2-Softening of the substance of the tooth by decomposed saliva and fermented food materials which accumulated at the cement cavity (infundibulum) of the tooth

3-Entrapment of food materials at the spaces between the teeth and its fermentation

4-Hypoplasia of the enamel

5-Deficiency of trace elements and vitamins

Signs: -

1-Dental caries started by appearance of a yellow spot which changed quickly into brown or black color at the neck of the tooth or at the contact surface of the tooth or at any place where the fissure or hypoplasia of the enamel was present (enamel flecks).

2-Formation of a hole after disintegration of the tooth substance

3-Formation of large tubular defects that extend to the pulp and root apex causing secondary pulpitis, periodontitis, dental fracture

4-Severe pain when drinking a cold water and during mastication due to accumulation of food materials at the hole and its pressure over the content of the pulp cavity

5-Offensive odor from the mouth

6-Cemental or infundibular caries (cemental necrosis) develops within the infundibulum and usually progressed to reach the pulp.

Treatment: -

1-When dental caries is present near the root or contact surface or when pulpitis and periodontitis are present the tooth cannot be saved and "Extraction'' using tooth extractor is the only treatment.

2-Repulsion was performed when extraction was impossible.

3-In small defects and when caries is present at the occlusal surface, filling of the tooth is recommended.

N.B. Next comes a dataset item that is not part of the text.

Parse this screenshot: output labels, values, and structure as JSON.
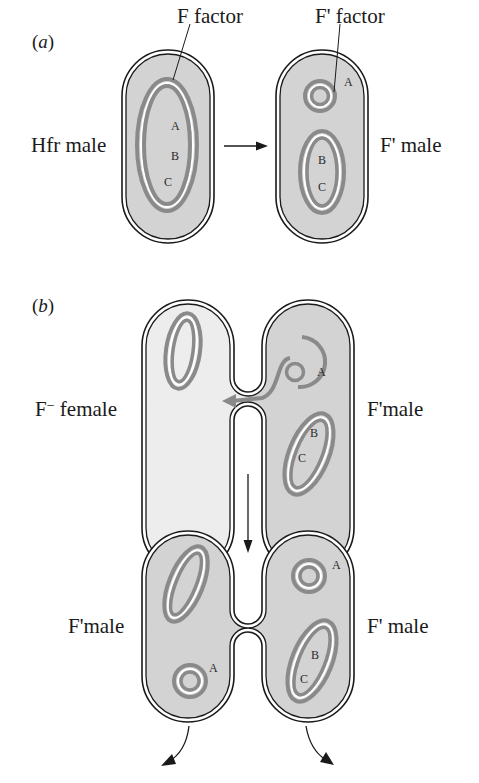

The necrotic tissues and decayed portion of the tooth are removed from the defect by drill or tooth burr. The cavity is washed and cleaned by hydrogen peroxide solution then dried by sterile paper points. Then the cavity is lined by copper cement and filled with suitable filling material (Amalgum). Zinc oxide and euginol may be applied as a sedative at the depth of the cavity before filling with amalgam.

D-Pulpitis

It means pyogenic inflammation of the dental pulp

Causes: -

1-Fissures and fractures in the crown of the tooth expose the pulp cavity to bacterial invasion

2-Dental caries and exposure of the pulp cavity

3-The senile and presenile erosion of one or more tooth

4-Abnormal wear due to bad habits as cribbing

5-Dental periodontitis

6- Hematogenous infection

Clinical signs: -

1-Severe pain due to acute inflammation of the pulp with difficult mastication

2-Percussion of the affected tooth is painful

3-The tooth is dead and the pulp is no longer sensitive to stimuli

Treatment: -

Extraction of the tooth involved.

E-Dental Fistula

It is a purulent tract connecting between the alveolus of the affected tooth and the outside surface of the skin.

Causes: -

1-Alveolar periostitis

2-Abscess at the root of the tooth

Clinical signs: -

1-Fistual opening at the level of the upper jaw in dogs and lower jaw in horses

2-The opening is small funnel-shaped, discharging pus with very foetid odor

3-Swelling of the bone and skin around the fistula opening

4-Metal probe is passed through the canal, striking the root of the tooth, and a hell-like sound is heard

Treatment: -

1-Extraction of the involved tooth

2-Curetting of the fistula and washing with antiseptic solution

N.B. : -

Fistula resulting from a splintered fracture of the mandible or maxilla may be misdiagnosed as dental fistula and known as false dental fistula. It characterized by short canal and small opening; there may be more than one, dull sound by metal probe, the inflammation of the bone around the opening is slight, discharged pus is small in amount and not very bad smelling, and the teeth are healthy. It is treated as fistula in general.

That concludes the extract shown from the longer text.